Race and the Modern Exotic: Three 'Australian' Women on Global Display

Paperback / softback

Main Details

Title Race and the Modern Exotic: Three 'Australian' Women on Global Display
Authors and Contributors      By (author) Angela Woollacott
Physical Properties
Format:Paperback / softback
Pages:180
Dimensions(mm): Height 234,Width 153
ISBN/Barcode 9781921867125
ClassificationsDewey:305.4209421
Audience
General
Illustrations illustrations

Publishing Details

Publisher Monash University Publishing
Imprint Monash University Publishing
Publication Date 1 October 2011
Publication Country Australia

Description

Annette Kellerman, Rose Quong and Merle Oberon were internationally successful Australian performers of the first half of the twentieth century. Kellerman was a swimmer, diver, lecturer, and silent-film star, Quong an actor, lecturer and writer who forged a career in London and New York, and Oberon one of the most celebrated film stars of the 1930s and 1940s, first in London and then Hollywood. Through her international vaudeville performances and film roles, Kellerman played with the quasi-racial identity of South Sea Islander. Quong built a career based on her own body, through a careful appropriation of Orientalism. Her body was the signifier of her Chinese authenticity, the essentialist foundation for her constructed, diasporic Chinese identity. The official story of Oberons origins was that she was Tasmanian. However, this was a publicity story concocted at the beginning of her film career to mask her lower-class, Anglo-Indian birth. Despite anxious undercurrents about her exoticism, Australians were thrilled to claim a true Hollywood star as one of their own. These three women performers created newly modern, racially ambiguous Australian femininities.Racial thinking was at the core of White Australian culture: far from being oblivious to racial hierarchies and constructions, Australians engaged with them on an everyday basis. Around the world, Australian stars represented a white-settler nation, a culture in which white privilege was entrenched, during a period replete with legal forms of discrimination based on race. The complex meanings attached to three successful Australian performers in this period of highly articulated racism thus become a popular cultural archive we can investigate to learn more about contemporary connections between race, exoticism and gender on the global stage and screen.

Author Biography

Angela Woollacott is the Manning Clark Professor of History, and Head of the School of History, at the Australian National University. She works in the fields of Australian history, British Empire history, and feminist and postcolonial history. Her books include On Her Their Lives Depend: Munitions Workers in the Great War (1994); To Try Her Fortune in London: Australian Women, Colonialism and Modernity (2001); and Gender and Empire (2006).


The task -> Only the lines from the one bearing "Where is <item>car</item>?" through the end of the listing belong in your response, restated word for word and without pictures.
--
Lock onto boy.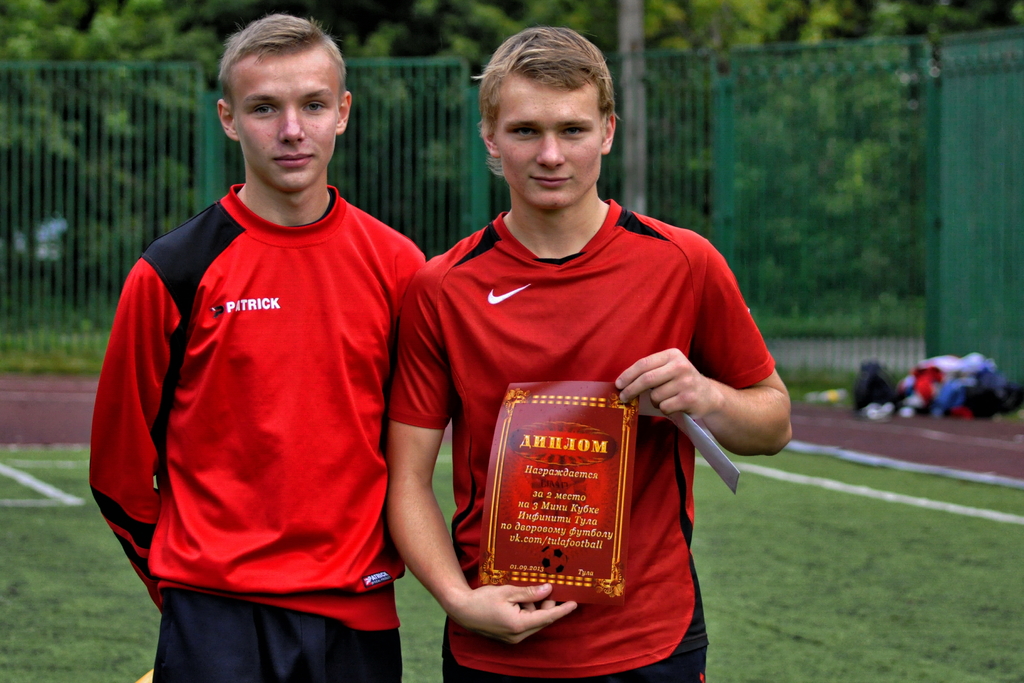
Locked: x1=389 y1=27 x2=803 y2=682.
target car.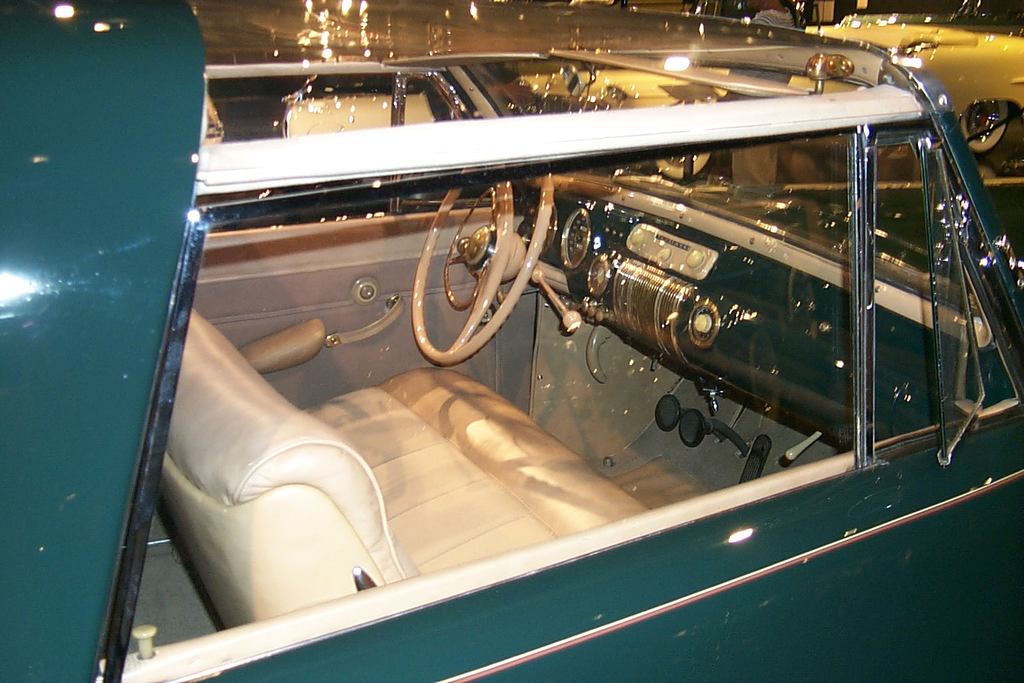
Target region: bbox=[0, 0, 1023, 682].
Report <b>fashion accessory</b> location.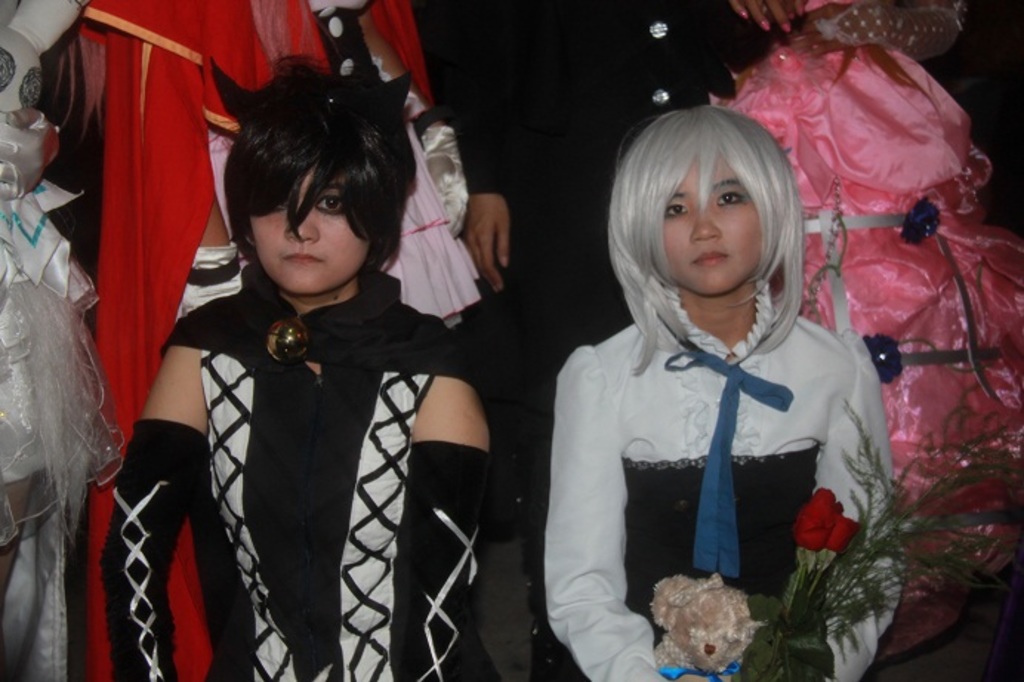
Report: pyautogui.locateOnScreen(658, 661, 740, 681).
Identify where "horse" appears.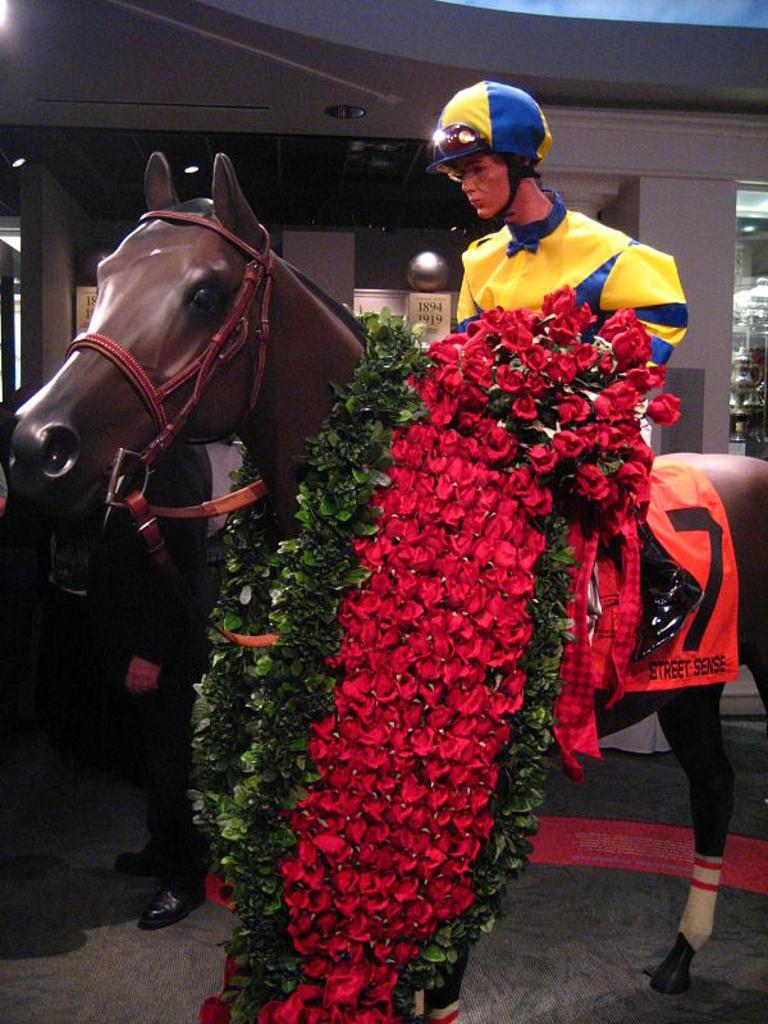
Appears at {"x1": 9, "y1": 146, "x2": 767, "y2": 1023}.
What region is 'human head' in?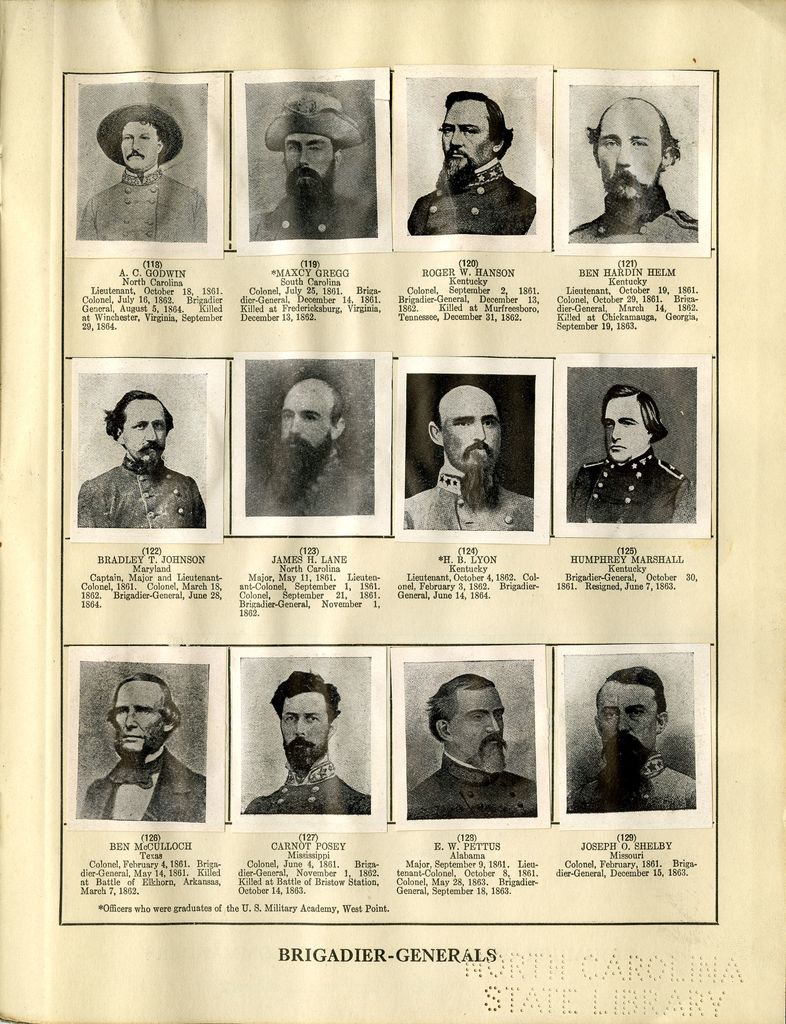
l=279, t=373, r=344, b=469.
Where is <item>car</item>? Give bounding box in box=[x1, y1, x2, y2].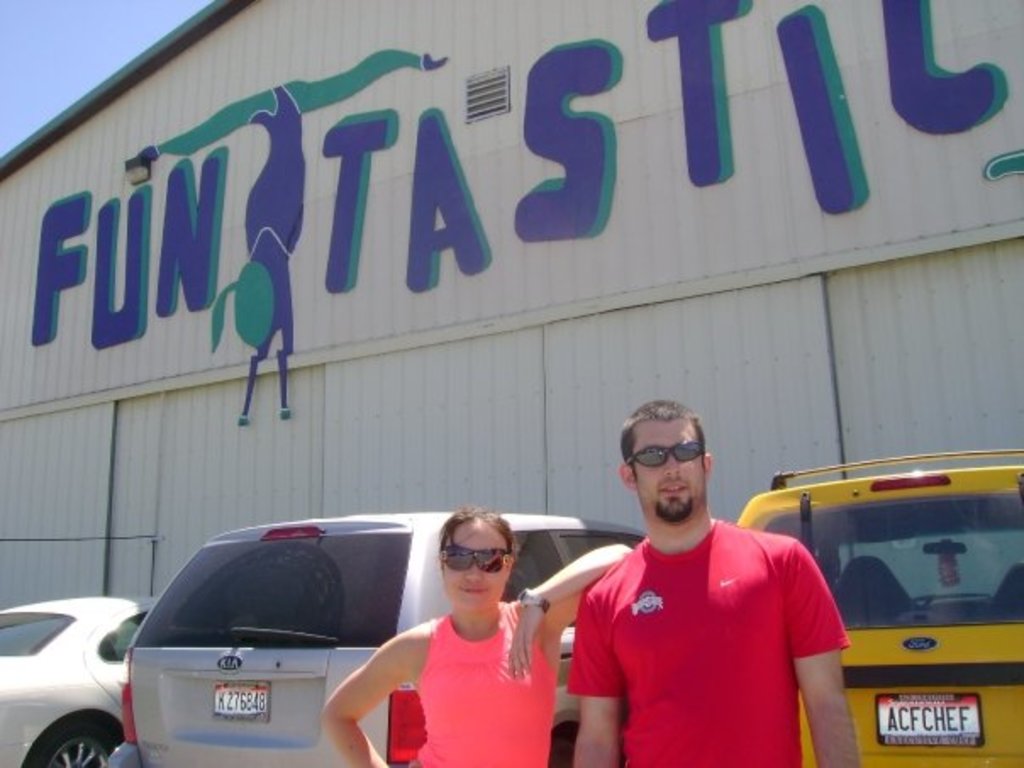
box=[109, 510, 648, 766].
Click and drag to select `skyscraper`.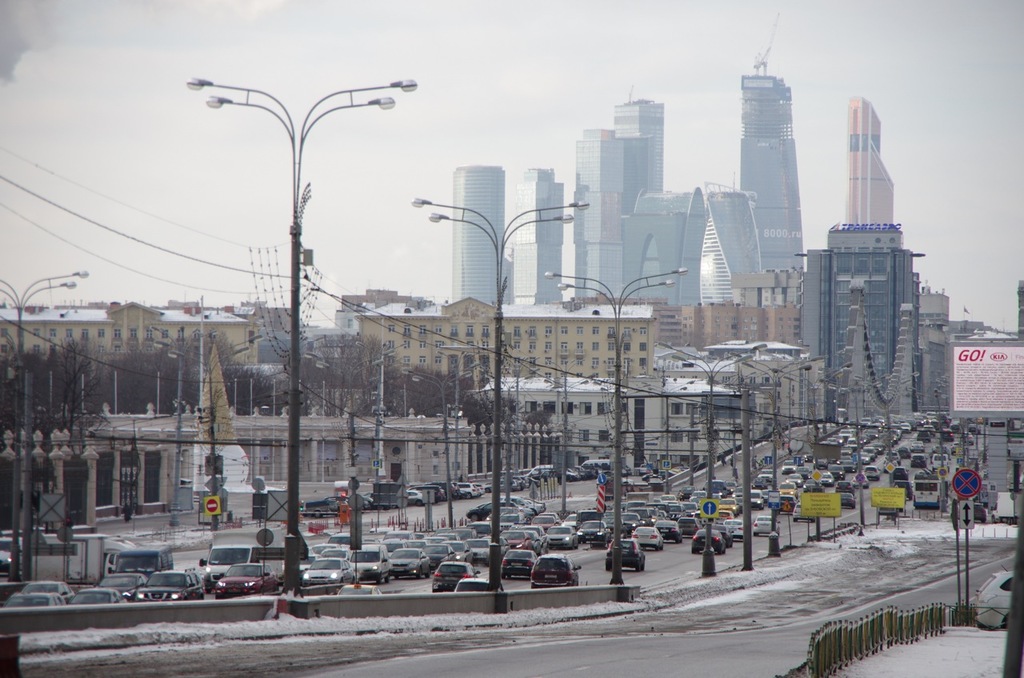
Selection: x1=449 y1=159 x2=504 y2=305.
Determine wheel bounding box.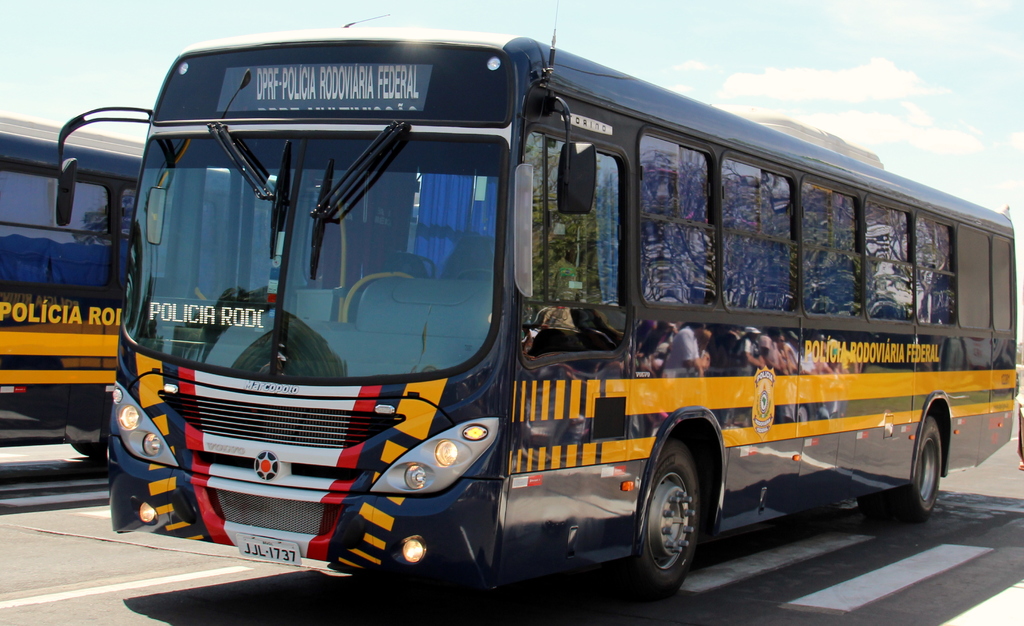
Determined: [68,441,108,457].
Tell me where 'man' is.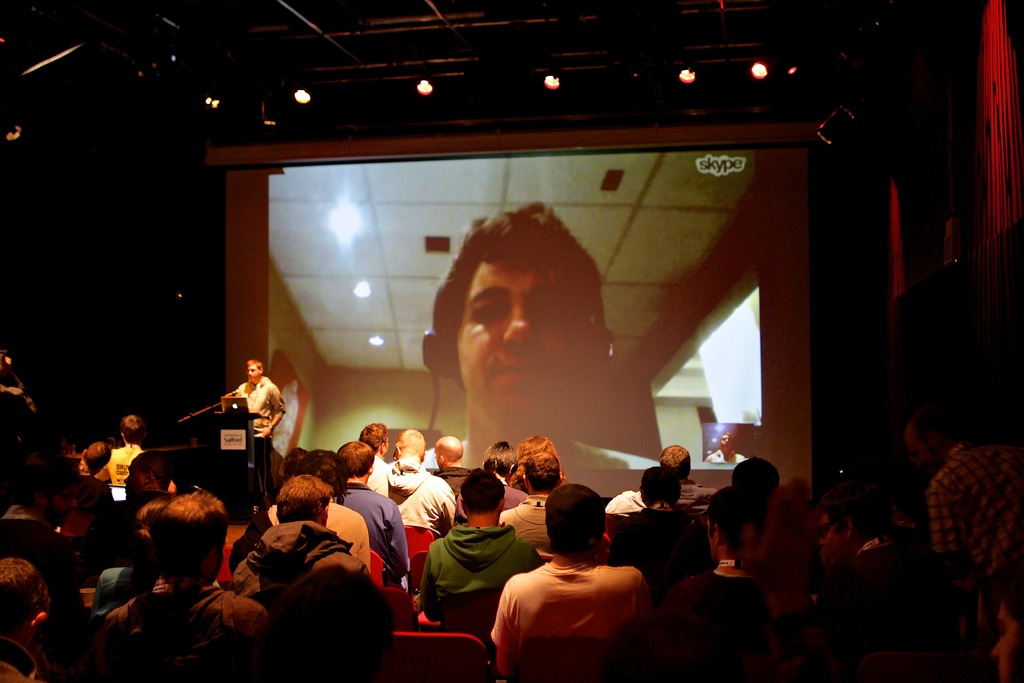
'man' is at l=0, t=557, r=52, b=682.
--
Response to this exercise ->
Where is <item>car</item>? Give bounding box in box=[x1, y1, x2, y2].
box=[109, 510, 648, 766].
Click and drag to select `skyscraper`.
Selection: x1=449 y1=159 x2=504 y2=305.
Determine wheel bounding box.
Determined: [68,441,108,457].
Tell me where 'man' is.
'man' is at l=0, t=557, r=52, b=682.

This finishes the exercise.